As I prepare to enter Book 9 of The Iliad, I’m struck by how the narrative will only deepen—more clashing warriors, more quarrels both on the battlefield and among the immortals on high. Yet what has captured my attention most is something that emerges throughout Homer’s earlier books: an unsettling anatomical precision in his descriptions of battle and death. These accounts suggest a knowledge of the human body that seems impossible for an ancient poet.

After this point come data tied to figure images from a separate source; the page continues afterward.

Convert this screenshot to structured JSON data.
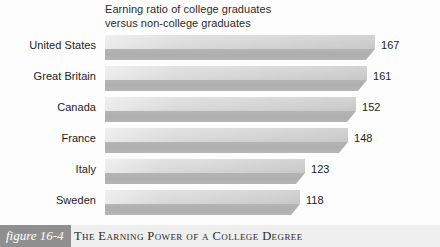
{
  "figure": {
    "badge_label": "figure 16-4",
    "caption": "The Earning Power of a College Degree",
    "badge_color": "#8f8f8f",
    "band_color": "#efefef"
  },
  "chart_data": {
    "type": "bar",
    "orientation": "horizontal",
    "title": "Earning ratio of college graduates\nversus non-college graduates",
    "xlabel": "",
    "ylabel": "",
    "grid": false,
    "legend": null,
    "bar_color": "#cfcfcf",
    "bar_shadow_color": "#aeaeae",
    "categories": [
      "United States",
      "Great Britain",
      "Canada",
      "France",
      "Italy",
      "Sweden"
    ],
    "values": [
      167,
      161,
      152,
      148,
      123,
      118
    ],
    "value_labels": [
      "167",
      "161",
      "152",
      "148",
      "123",
      "118"
    ],
    "xlim": [
      100,
      175
    ],
    "bars": [
      {
        "label": "United States",
        "value": 167,
        "value_label": "167",
        "width_px": 270
      },
      {
        "label": "Great Britain",
        "value": 161,
        "value_label": "161",
        "width_px": 262
      },
      {
        "label": "Canada",
        "value": 152,
        "value_label": "152",
        "width_px": 251
      },
      {
        "label": "France",
        "value": 148,
        "value_label": "148",
        "width_px": 243
      },
      {
        "label": "Italy",
        "value": 123,
        "value_label": "123",
        "width_px": 200
      },
      {
        "label": "Sweden",
        "value": 118,
        "value_label": "118",
        "width_px": 195
      }
    ]
  }
}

Consider this: The Iliad contains descriptions of roughly 250 warriors killed, and most of these accounts include specific anatomical details of their wounds. Homer describes the precise path a spear takes through human tissue with clinical accuracy. One example stands out: “struck in the right buttock, and the spearhead drove straight on and passing under the bone went into the bladder.” This is not poetic flourish—it’s anatomically sound. In an era when formal knowledge of human organs and their physiological functions was virtually nonexistent, Homer demonstrates an intimate understanding of where these vital structures actually reside within the body.
This puzzle has haunted me. Where did Homer acquire such knowledge? Not through academic study, certainly. His precision is deliberate, chosen to elevate his epic beyond mere storytelling. This search for anatomical truth drew a surprising parallel in my mind: another artist, separated from Homer by nearly two thousand years, pursued an identical path with the same intensity. His name was Michelangelo.
To perfect his sculptures and paintings, Michelangelo did what few artists dared: he dissected corpses. This was dangerous work—grave robbing risked severe punishment, and the Church viewed the practice with deep suspicion. Yet he persisted, studying cadavers in darkened rooms to understand the architecture beneath the skin. His knowledge transformed the David, that marble colossus standing in Florence, into something revolutionary. Every sinew, every muscle, every subtle tension in the stone speaks to his intimate anatomical knowledge. The David doesn’t merely look human; it reveals what it means to be human at the deepest level.
Could Homer have walked a similar path? Perhaps not through dissection—those opportunities may not have existed in Bronze Age Greece. But might he have observed battlefields with a scholar’s eye, studying the wounded and the fallen with the intensity of an anatomist? Did he apprentice himself to physicians, war surgeons, or healers who understood the body’s vulnerabilities? The evidence suggests something drove him to pierce the veil between artistic convention and brutal reality.
Both Homer and Michelangelo understood that true mastery of their art required mastery of the human form. Both were willing to venture into uncomfortable, even dangerous territory to achieve that mastery. Both transformed their respective arts—epic poetry and visual sculpture—into something that transcended their time.
This is what studying the arts and history teaches us: that beneath the surface of great works lies not just talent, but obsession—a willingness to question, to seek, to look unflinchingly at the body, the wound, the truth of human vulnerability. And perhaps that obsession is what separates the merely good from the genuinely great.